Veerle Fraeters 0102
(continued)One person who played a key role in getting the early beguine movement accepted in the Low Countries was Jacques de Vitry. He was a canon who had heard of the fame of a certain Marie d’Oignie, a woman from the region of Liège, who was famed as a spiritual leader and who lived there as a recluse. She did not live in total seclusion, but rather confined herself to a kind of chapel next to a church, where she could be found and visited by members of the community, who would ask her for spiritual advice. Jacques de Vitry wrote about the life of Marie d’Oignie and other religious women in the region of Liège.
His description was really very positive. He allowed himself to be spiritually guided by her: she became his spiritual advisor. This is actually the first time in the religious history of the Middle Ages that we see a relationship between men and women like this. It is very interesting to see a canon so explicitly accepting a woman as his spiritual guide. He went on to report this to the Pope, which led to the acceptance of the early beguine movement in the Low Countries, or rather the way of life of these mulieres religiosae. Almost a century later, however the beguine and begard movement was condemned by another pope, Pope John XXII. The movement in the Low Countries had already been endorsed a century earlier, which is why the beguinages are such a typical phenomenon in the Low Countries.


TASK ITEM: Every entry below should be transcribed exactly; pictures stay out of the copy.

[Data items]

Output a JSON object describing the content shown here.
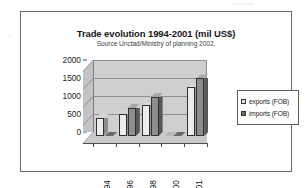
{
  "figure": {
    "title": "Trade evolution 1994-2001 (mil US$)",
    "subtitle": "Source Unctad/Ministry of planning 2002.",
    "frame_color": "#6b6b6b",
    "background_color": "#ffffff"
  },
  "legend": {
    "position": "right",
    "entries": [
      {
        "label": "exports (FOB)",
        "color": "#e8e8e8",
        "icon": "square-swatch-icon"
      },
      {
        "label": "imports (FOB)",
        "color": "#6d6d6d",
        "icon": "square-swatch-icon"
      }
    ]
  },
  "chart_data": {
    "type": "bar",
    "title": "Trade evolution 1994-2001 (mil US$)",
    "subtitle": "Source Unctad/Ministry of planning 2002.",
    "xlabel": "",
    "ylabel": "",
    "ylim": [
      0,
      2000
    ],
    "yticks": [
      0,
      500,
      1000,
      1500,
      2000
    ],
    "ytick_labels": [
      "0",
      "500",
      "1000",
      "1500",
      "2000"
    ],
    "categories": [
      "1994",
      "1996",
      "1998",
      "2000",
      "2001"
    ],
    "grid": true,
    "legend_position": "right",
    "style": "3d-column",
    "series": [
      {
        "name": "exports (FOB)",
        "color": "#ececec",
        "values": [
          500,
          600,
          850,
          0,
          1350
        ]
      },
      {
        "name": "imports (FOB)",
        "color": "#8d8d8d",
        "values": [
          0,
          780,
          1080,
          0,
          1600
        ]
      }
    ]
  }
}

RESULT OF THE TASK:
Output a JSON object describing the content shown here.
{
  "figure": {
    "title": "Trade evolution 1994-2001 (mil US$)",
    "subtitle": "Source Unctad/Ministry of planning 2002.",
    "frame_color": "#6b6b6b",
    "background_color": "#ffffff"
  },
  "legend": {
    "position": "right",
    "entries": [
      {
        "label": "exports (FOB)",
        "color": "#e8e8e8",
        "icon": "square-swatch-icon"
      },
      {
        "label": "imports (FOB)",
        "color": "#6d6d6d",
        "icon": "square-swatch-icon"
      }
    ]
  },
  "chart_data": {
    "type": "bar",
    "title": "Trade evolution 1994-2001 (mil US$)",
    "subtitle": "Source Unctad/Ministry of planning 2002.",
    "xlabel": "",
    "ylabel": "",
    "ylim": [
      0,
      2000
    ],
    "yticks": [
      0,
      500,
      1000,
      1500,
      2000
    ],
    "ytick_labels": [
      "0",
      "500",
      "1000",
      "1500",
      "2000"
    ],
    "categories": [
      "1994",
      "1996",
      "1998",
      "2000",
      "2001"
    ],
    "grid": true,
    "legend_position": "right",
    "style": "3d-column",
    "series": [
      {
        "name": "exports (FOB)",
        "color": "#ececec",
        "values": [
          500,
          600,
          850,
          0,
          1350
        ]
      },
      {
        "name": "imports (FOB)",
        "color": "#8d8d8d",
        "values": [
          0,
          780,
          1080,
          0,
          1600
        ]
      }
    ]
  }
}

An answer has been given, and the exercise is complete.